The Ozarks grow steeper, brush grass grayer, mice grow bolder inside our walls.
Some days you need to wear a helmet, fatigues.
Others, paper and pen well do, a tablet perhaps, a way to form context. .

Why not words to combat fallacy,
To write on a wall when there is no need for a wall,
Meditations to dissolve conflict?

In the battle of bullies and bullying leadership,
In the battle of superegos.
In the battle of grenade popping automatic weapon thinkers…
The semi reaches the top of the ridge,
Lowers its gears, slowly winds its way down to the hollow.


THE WALL IN QUESTION

A wall built on tumbleweed, spit, grasshopper larvae
Help us, people--help us understand—help us visualize--
I understand none of this. Is there a way I can know?
A wall built of bone marrow mortar and dog piss,
Violent thought and disconnection, the rapid fire
Of bullet cored brick. Help us understand where
This river enters the realm, where this river empties
Its blood to the valleys of snow, how the impact
Of dour men with raccoon hat hair suck away the core.



DV: I guess the “raccoon hat hair” does not refer to Davey Crockett.* Was it difficult for a liberal big-city denizen to find a comfortable home in rural, conservative America? Has poetry helped in the process?

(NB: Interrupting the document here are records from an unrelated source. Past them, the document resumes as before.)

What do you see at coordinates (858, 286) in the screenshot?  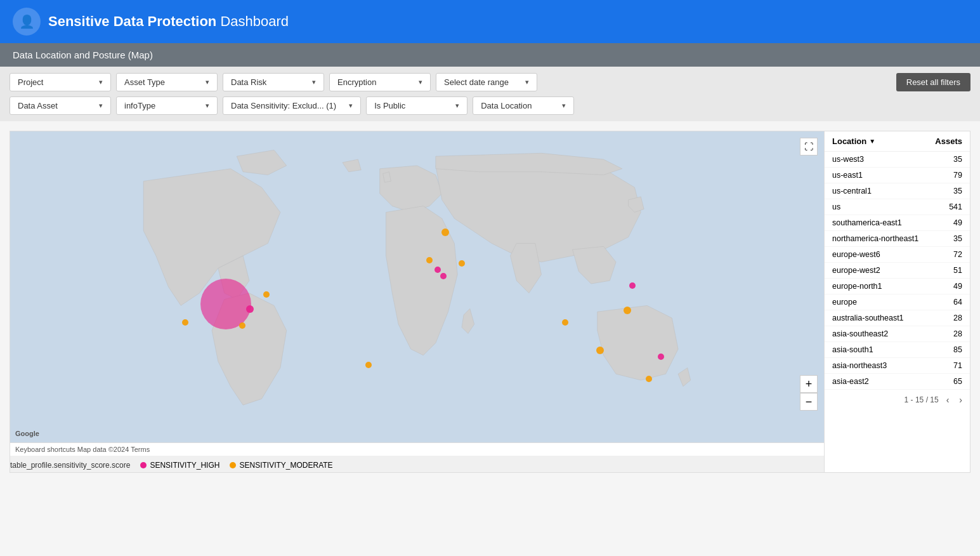 I see `location-name: europe-north1` at bounding box center [858, 286].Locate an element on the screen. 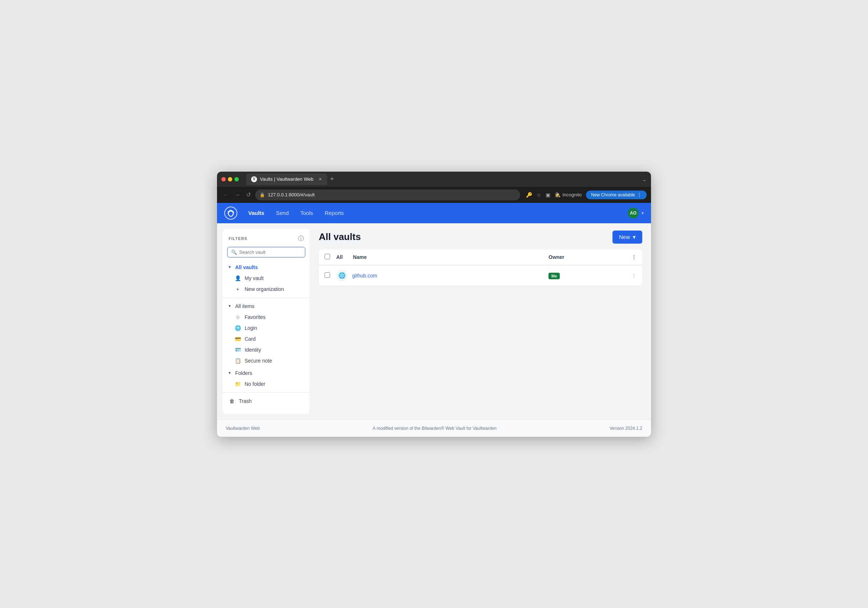  app-footer: Vaultwarden Web A modified version of th… is located at coordinates (434, 428).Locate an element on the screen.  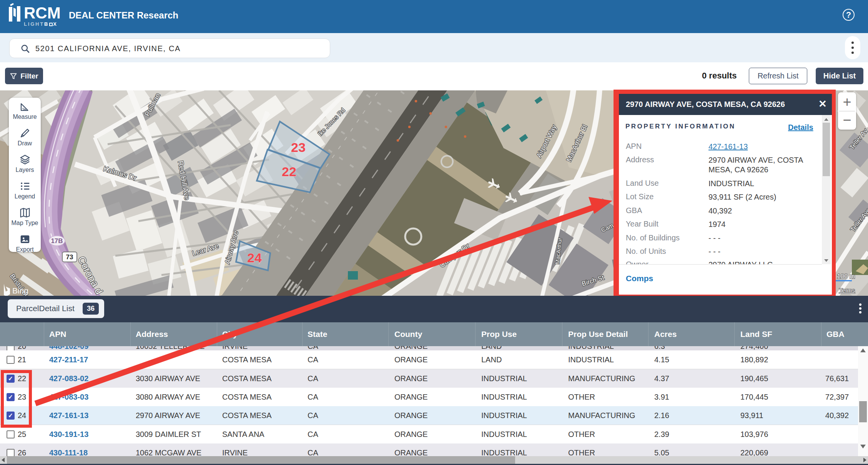
svg-text: 23 is located at coordinates (298, 147). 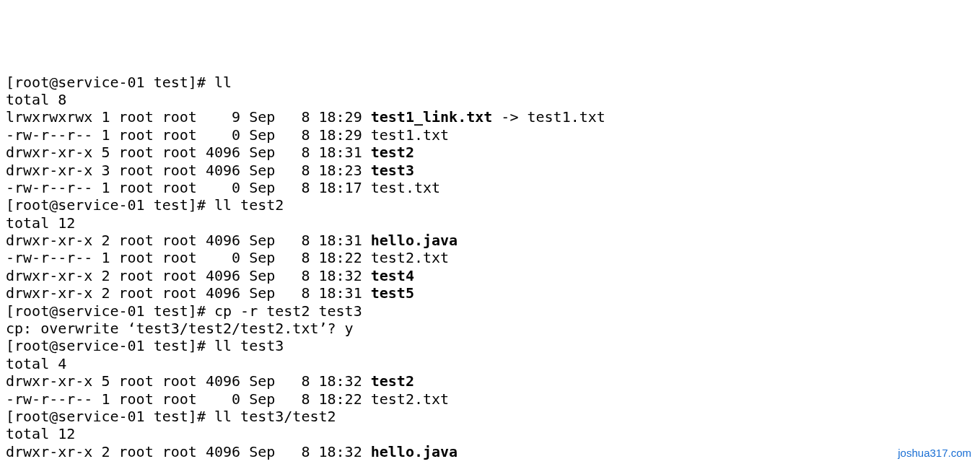 What do you see at coordinates (432, 117) in the screenshot?
I see `file-name: test1_link.txt` at bounding box center [432, 117]. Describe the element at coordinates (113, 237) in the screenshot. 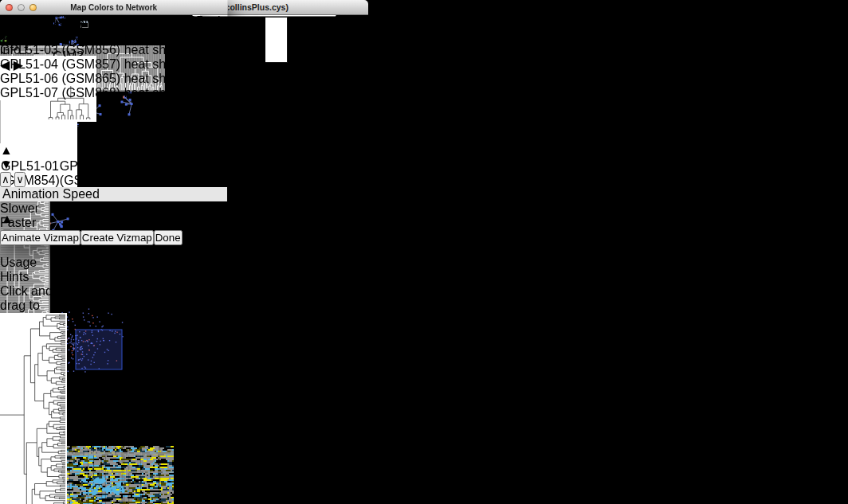

I see `dialog-buttons: Animate VizmapCreate VizmapDone` at that location.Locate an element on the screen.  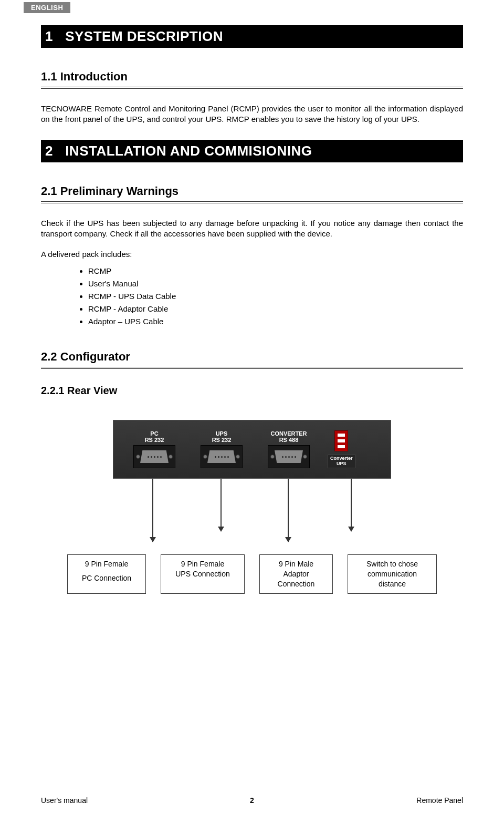
callout-line: Adaptor is located at coordinates (296, 574).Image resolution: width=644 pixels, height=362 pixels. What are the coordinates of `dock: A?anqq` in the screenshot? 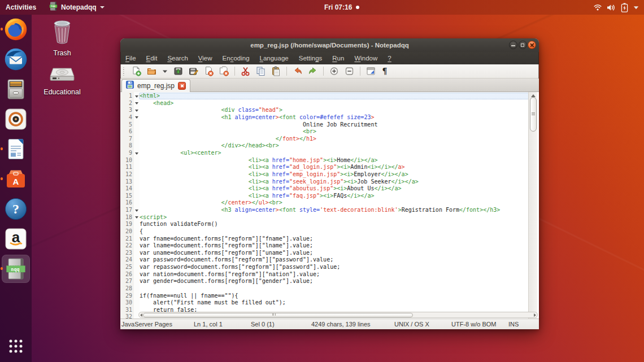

MHB: So you liked the image of racoon hat hair. Chicago was the home of many things -- tolerance to different ideologies was one of them. Where I am now is the bottom of the barrel for tolerance. I have a group of like minded friends, but I have gathered others around me. It's a matter of can we talk politics or not. I have made it my business not to bring up politics first -- or even second. Does poetry help? Some days it's the only life jacket available. It may surprise you, but until I moved to this town in Central Missouri, I had never seen a gun close up used in violence -- this being the state with no gun control regulations -- and I never had anyone threaten to fight me because they thought I was talking negatively about a political candidate. This happened twice. Step outside, the guy said, and I thought it so funny I burst out laughing, but this guy was serious. Why? I asked. Do we no longer live in America? Don't get me started on the Christians who have no mercy for those who cannot afford healthcare (this state voted against the Affordable Health Plan in a nonbinding referendum) and still feel Christianity is the great white religion -- no one else need apply. So, yes, poetry is a very much needed release -- along with the occasional short story and letter to the editor. 



DV: Is there any “Jeff”-related material (the Ozarks, the Mound Builders, Daniel Boone*) that has inspired your verse, not your ire?



MHB: I don't write much about the people around me, though I have done a series on the bars and the people in this town who inhabit them. When I write about this area, I mostly write about its beauty -- the peepers hiding in the mud, the ghost trees during winter along the Missouri, the fogs and the sunsets. It's interesting to me how many people are environmentally involved with keeping the natural natural. Most of my political stuff is more on the national level.



DV: I want to thank you for all your time and candor. I enjoyed our conversation and hope to explore more of your poetry.



MHB: Thanks. It was fun chatting with you. Anytime you want to do this again. let me know.



*[Crockett was a popular 19th-century American coonskin-wearing folk hero whose motto was “Be sure you’re right, then go ahead.”].